Belief that the historical event of Jerusalem's fall was God's righteous retribution for Jewish deicide held primacy of place in medieval Christian thought, signified by its use in the liturgy as well as its prevalence in both Latin and vernacular writings.1 This essay focuses on Titus and Vespasian, late-fourteenth-century rhyming verse poem that recounts the fall-ofjerusalem narrative within the context of penitential romance that evokes the heightened emotionalism com mon to late-medieval piety. The poem's affective stance bridges the gap between text and reader and reader and God, simultaneously forging an empathetic union with God and fomenting outrage against Jews and hatred for them. Titus and Vespasian articulates series of contemporary concerns regarding divine punishment, individual and communal salvation, and the fate of Christendom within God's plan, anxieties that the poet resolves by positioning the poem as an expression of affective piety culminating in the penitential act of vengeance.
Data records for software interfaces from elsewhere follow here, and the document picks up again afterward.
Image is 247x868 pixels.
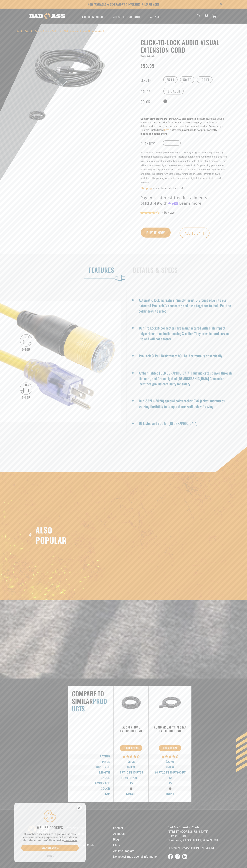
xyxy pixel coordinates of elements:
[64,30,104,33] span: Click-to-Lock Audio Visual Extension Cord
[140,89,158,93] legend: Gauge
[41,30,42,33] span: ›
[139,369,234,386] li: Amber lighted [DEMOGRAPHIC_DATA] Plug indicates power through the cord, and Green Lighted [DEMOGR...
[21,844,78,850] button: Accept all & close
[168,776,171,779] span: 12
[140,228,170,237] button: Buy it now
[62,30,63,33] span: ›
[133,771,140,774] span: 15 FT
[68,753,113,759] div: Rating
[128,776,131,779] span: 12
[68,775,113,780] div: Gauge
[36,525,77,545] h2: Also Popular
[139,324,234,341] li: Our Pro Lock® connectors are manufactured with high impact polycarbonate on both housing & collar...
[158,745,181,751] button: Audio Visual Triple Tap Extension Cord 3.75 stars $20.95 SJTW 10 FT25 FT50 FT100 FT 12 15 Triple
[152,725,188,734] a: Audio Visual Triple Tap Extension Cord
[161,754,178,758] span: 3.75 stars
[46,854,55,857] button: Decline
[140,117,209,120] strong: Custom print orders are FINAL SALE and cannot be returned.
[113,825,168,831] a: Contact
[164,128,169,132] button: here
[180,76,194,83] label: 50 FT
[125,776,132,779] span: 50 FT
[68,770,113,775] div: Length
[139,296,234,313] li: Automatic locking feature: Simply insert U-Ground plug into our patented Pro Lock® connector, and...
[162,771,169,774] span: 25 FT
[27,40,113,97] img: black
[113,854,168,860] a: Do not sell my personal information
[140,211,160,215] span: 3.50 stars
[120,771,125,774] span: 5 FT
[27,109,47,123] img: black
[152,780,188,786] div: 15
[150,15,161,19] span: Apparel
[21,832,78,842] p: This website uses cookies to give you the most awesome browsing experience and provide you with r...
[113,848,168,854] a: Affiliate Program
[152,725,188,732] h3: Audio Visual Triple Tap Extension Cord
[16,30,41,33] a: Bad Ass Extension Cords
[58,842,113,848] a: Customized Extension Cords
[140,38,228,54] h1: Click-to-Lock Audio Visual Extension Cord
[140,77,158,82] legend: Length
[68,780,113,786] div: Amperage
[140,141,158,145] label: Quantity
[14,802,86,862] aside: Cookie Consent
[58,825,113,831] a: Shop Extension Cords
[140,55,155,57] span: SECL12025BK
[145,8,166,24] summary: Apparel
[125,771,133,774] span: 10 FT
[68,759,113,764] div: Price
[179,228,209,238] button: Add to cart
[122,754,140,758] span: 4.68 stars
[117,759,145,764] div: $8.95
[113,836,168,842] a: Blog
[139,352,234,359] li: Pro Lock® Pull Resistance: 80 Lbs. horizontally or vertically
[113,831,168,836] a: About Us
[162,211,174,214] span: 4 reviews
[120,745,142,751] button: Audio Visual Extension Cord 4.68 stars $8.95 SJTW 5 FT10 FT15 FT25 FT50 FT100 FT 1214 15 Single
[152,764,188,770] div: SJTW
[29,13,65,19] img: Bad Ass Extension Cords
[68,764,113,770] div: Wire Type
[169,771,177,774] span: 50 FT
[117,725,145,732] h3: Audio Visual Extension Cord
[58,831,113,836] a: Shop Other Products
[58,836,113,842] a: Shipping & Returns
[177,771,186,774] span: 100 FT
[140,117,224,136] div: Please double check your custom print for accuracy. If there is a typo, you will need to delete t...
[167,845,222,850] a: Customer Service [PHONE_NUMBER]
[133,266,239,273] h2: Details & Specs
[113,842,168,848] a: FAQs
[140,99,158,103] legend: Color
[155,771,162,774] span: 10 FT
[72,696,107,713] span: Products
[140,63,155,69] span: $53.95
[81,15,103,19] span: Extension Cords
[139,397,234,409] li: Our -58°F (-50°C) special coldweather PVC jacket guarantees working flexibility in temperatures w...
[68,791,113,796] div: Tap
[43,30,61,33] a: Return to Collection
[7,266,114,273] h2: Features
[117,764,145,770] div: SJTW
[64,839,77,841] a: Learn more
[117,791,145,796] div: Single
[152,759,188,764] div: $20.95
[113,15,139,19] span: All Other Products
[163,76,178,83] label: 25 FT
[121,771,143,779] span: 25 FT
[75,8,108,24] summary: Extension Cords
[117,725,145,734] a: Audio Visual Extension Cord
[140,186,152,190] a: Shipping
[197,76,213,83] label: 100 FT
[108,8,145,24] summary: All Other Products
[131,776,134,779] span: 14
[139,420,234,426] li: UL Listed and cUL for [GEOGRAPHIC_DATA]
[196,13,201,19] summary: Search
[140,151,227,184] span: Insures safe, reliable power delivery to critical lighting and sound equipment by eliminating acc...
[16,29,104,33] nav: breadcrumbs
[140,186,228,191] div: is calculated at checkout.
[72,690,110,712] h2: Compare To Similar
[132,776,141,779] span: 100 FT
[163,88,184,94] label: 12 Gauge
[140,129,217,135] strong: Note: emoji symbols do not print correctly, please do not use them.
[117,780,145,786] div: 15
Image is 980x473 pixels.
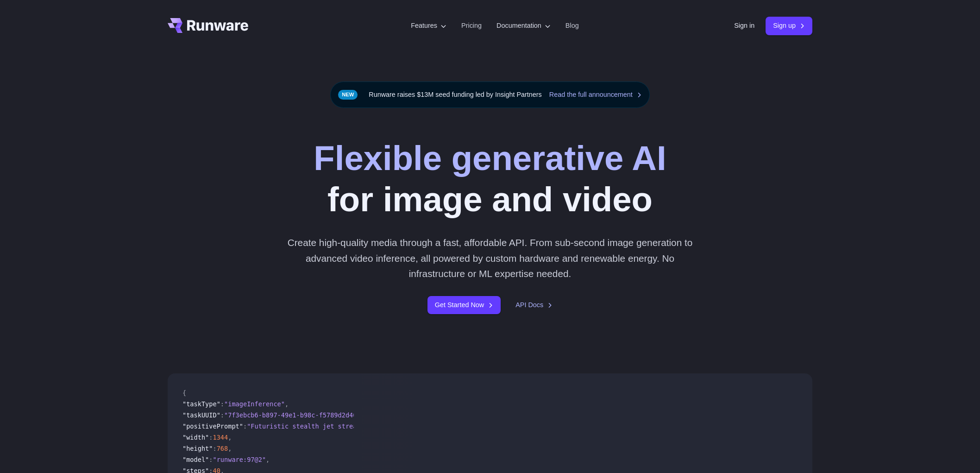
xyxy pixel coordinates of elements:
span: "height" [182,445,212,452]
div: Runware raises $13M seed funding led by Insight Partners [330,82,650,108]
span: , [228,434,232,441]
a: Get Started Now [428,296,501,314]
span: , [228,445,232,452]
span: 1344 [212,434,228,441]
span: : [221,400,224,408]
span: "width" [182,434,209,441]
a: Pricing [462,21,482,31]
span: "positivePrompt" [182,423,243,430]
a: Sign in [734,21,755,31]
span: 768 [217,445,229,452]
label: Features [411,21,446,31]
strong: Flexible generative AI [314,139,666,177]
span: : [221,412,224,419]
a: API Docs [515,300,553,310]
span: "taskUUID" [182,412,221,419]
span: "taskType" [182,400,221,408]
label: Documentation [497,21,551,31]
a: Read the full announcement [549,90,642,100]
span: : [209,456,212,463]
a: Blog [565,21,579,31]
span: : [209,434,212,441]
span: "Futuristic stealth jet streaking through a neon-lit cityscape with glowing purple exhaust" [247,423,592,430]
a: Sign up [766,17,812,35]
span: "model" [182,456,209,463]
span: "imageInference" [224,400,285,408]
p: Create high-quality media through a fast, affordable API. From sub-second image generation to adv... [284,235,697,282]
a: Go to / [168,18,248,33]
span: "runware:97@2" [212,456,266,463]
span: : [243,423,247,430]
span: : [212,445,216,452]
span: "7f3ebcb6-b897-49e1-b98c-f5789d2d40d7" [224,412,368,419]
span: , [285,400,289,408]
span: , [266,456,270,463]
span: { [182,389,186,396]
h1: for image and video [314,138,666,220]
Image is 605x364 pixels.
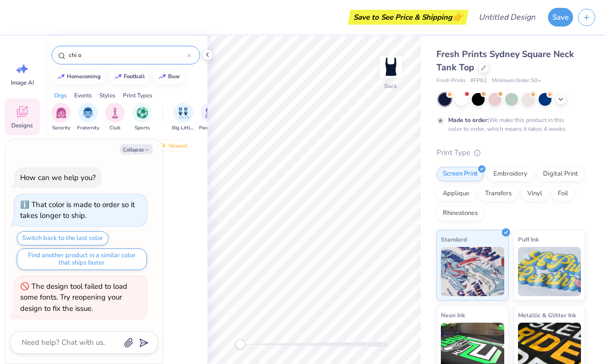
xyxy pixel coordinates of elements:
[109,107,120,119] img: Club Image
[52,124,70,132] span: Sorority
[132,103,152,132] button: filter button
[518,234,539,244] span: Puff Ink
[77,124,99,132] span: Fraternity
[172,103,195,132] button: filter button
[471,7,543,27] input: Untitled Design
[99,91,115,100] div: Styles
[552,186,574,201] div: Foil
[199,103,221,132] button: filter button
[436,206,485,221] div: Rhinestones
[168,74,180,79] div: bear
[436,167,485,182] div: Screen Print
[20,173,96,182] div: How can we help you?
[178,107,189,119] img: Big Little Reveal Image
[172,124,195,132] span: Big Little Reveal
[236,339,246,349] div: Accessibility label
[137,107,148,119] img: Sports Image
[448,116,489,124] strong: Made to order:
[17,248,147,270] button: Find another product in a similar color that ships faster
[68,50,188,60] input: Try "Alpha"
[109,124,120,132] span: Club
[350,10,466,25] div: Save to See Price & Shipping
[123,91,152,100] div: Print Types
[124,74,145,79] div: football
[487,167,534,182] div: Embroidery
[537,167,585,182] div: Digital Print
[77,103,99,132] button: filter button
[57,74,65,79] img: trend_line.gif
[106,103,125,132] div: filter for Club
[436,77,466,85] span: Fresh Prints
[11,121,33,130] span: Designs
[17,231,109,245] button: Switch back to the last color
[521,186,548,201] div: Vinyl
[199,103,221,132] div: filter for Parent's Weekend
[384,81,397,91] div: Back
[159,142,167,149] img: newest.gif
[436,147,585,158] div: Print Type
[158,74,166,79] img: trend_line.gif
[135,124,150,132] span: Sports
[518,247,582,296] img: Puff Ink
[199,124,221,132] span: Parent's Weekend
[448,115,569,133] div: We make this product in this color to order, which means it takes 4 weeks.
[83,107,93,119] img: Fraternity Image
[436,48,574,73] span: Fresh Prints Sydney Square Neck Tank Top
[381,57,401,77] img: Back
[55,107,67,119] img: Sorority Image
[20,281,128,313] div: The design tool failed to load some fonts. Try reopening your design to fix the issue.
[120,144,153,154] button: Collapse
[153,69,184,84] button: bear
[77,103,99,132] div: filter for Fraternity
[518,310,576,320] span: Metallic & Glitter Ink
[106,103,125,132] button: filter button
[441,247,505,296] img: Standard
[479,186,518,201] div: Transfers
[441,234,467,244] span: Standard
[470,77,487,85] span: # FP82
[492,77,541,85] span: Minimum Order: 50 +
[172,103,195,132] div: filter for Big Little Reveal
[205,107,216,119] img: Parent's Weekend Image
[51,103,71,132] button: filter button
[67,74,101,79] div: homecoming
[54,91,67,100] div: Orgs
[453,11,463,23] span: 👉
[548,8,573,27] button: Save
[436,186,476,201] div: Applique
[109,69,149,84] button: football
[51,103,71,132] div: filter for Sorority
[154,139,191,152] div: Newest
[114,74,122,79] img: trend_line.gif
[51,69,106,84] button: homecoming
[11,79,34,87] span: Image AI
[132,103,152,132] div: filter for Sports
[20,199,135,221] div: That color is made to order so it takes longer to ship.
[74,91,92,100] div: Events
[441,310,465,320] span: Neon Ink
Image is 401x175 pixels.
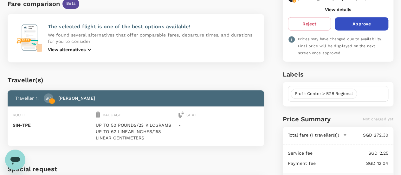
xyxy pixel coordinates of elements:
p: SGD 2.25 [312,150,388,156]
p: The selected flight is one of the best options available! [48,23,256,30]
p: View alternatives [48,46,86,53]
button: View details [325,7,351,12]
p: UP TO 50 POUNDS/23 KILOGRAMS UP TO 62 LINEAR INCHES/158 LINEAR CENTIMETERS [96,122,176,141]
p: SIN - TPE [13,122,93,128]
p: Payment fee [288,160,316,166]
iframe: Button to launch messaging window [5,149,25,170]
span: Beta [62,1,79,7]
button: View alternatives [48,46,93,53]
p: SGD 272.30 [347,131,388,138]
p: - [178,122,259,128]
p: [PERSON_NAME] [58,95,95,101]
p: Total fare (1 traveller(s)) [288,131,339,138]
img: seat-icon [178,111,184,118]
p: SGD 12.04 [316,160,388,166]
p: SO [45,95,51,101]
span: Profit Center > B2B Regional [291,91,356,97]
button: Approve [335,17,388,30]
span: Prices may have changed due to availability. Final price will be displayed on the next screen onc... [298,37,382,55]
p: We found several alternatives that offer comparable fares, departure times, and durations for you... [48,32,256,44]
span: Route [13,112,26,117]
span: Baggage [103,112,122,117]
h6: Labels [283,69,393,79]
p: Service fee [288,150,313,156]
h6: Special request [8,163,264,174]
p: Traveller 1 : [15,95,39,101]
button: Total fare (1 traveller(s)) [288,131,347,138]
img: baggage-icon [96,111,100,118]
button: Reject [288,17,331,30]
span: Seat [186,112,196,117]
h6: Price Summary [283,114,330,124]
div: Traveller(s) [8,75,264,85]
span: Not charged yet [363,117,393,121]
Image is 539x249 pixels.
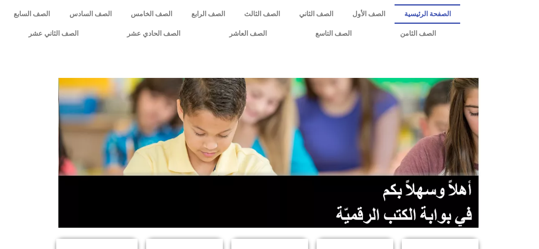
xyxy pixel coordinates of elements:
a: الصف الثاني [289,4,342,24]
a: الصفحة الرئيسية [394,4,460,24]
a: الصف السابع [4,4,60,24]
a: الصف الخامس [121,4,181,24]
a: الصف الثامن [376,24,460,43]
a: الصف التاسع [291,24,376,43]
a: الصف السادس [60,4,121,24]
a: الصف الثاني عشر [4,24,103,43]
a: الصف الثالث [234,4,289,24]
a: الصف الرابع [181,4,234,24]
a: الصف الحادي عشر [103,24,204,43]
a: الصف الأول [342,4,394,24]
a: الصف العاشر [205,24,291,43]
In its devotional focus Titus and Vespasian engages with the contempo rary culture of affective piety. In their introduction to Cultures of Piety, Anne Clark Bartlett and Thomas Bestul define affective piety as a form of spirituality that emphasi[zes] ... self-examination, the inner emotions, and the cultivation of an interior life [and whose] dominant forms of expressions were notable for heightened degrees of emotionalism and preoccupation with the tortured body of Christ.2 Images of Christ's suffering on the Cross invited pathetic responses in the devout, kindling remorse in the penitents as they meditated upon the pain Christ suffered for their sins. By infusing his narration of Jerusalem's destruction with the emotionalism of affective piety, the poet of Titus and Vespasian transforms the combination of events?the Jewish deicide and the Christianized Roman vengeance that follows?into participatory encounter with the divine, producing the affective responses of love, pity, guilt, and finally the experience of vengeance as penitential action.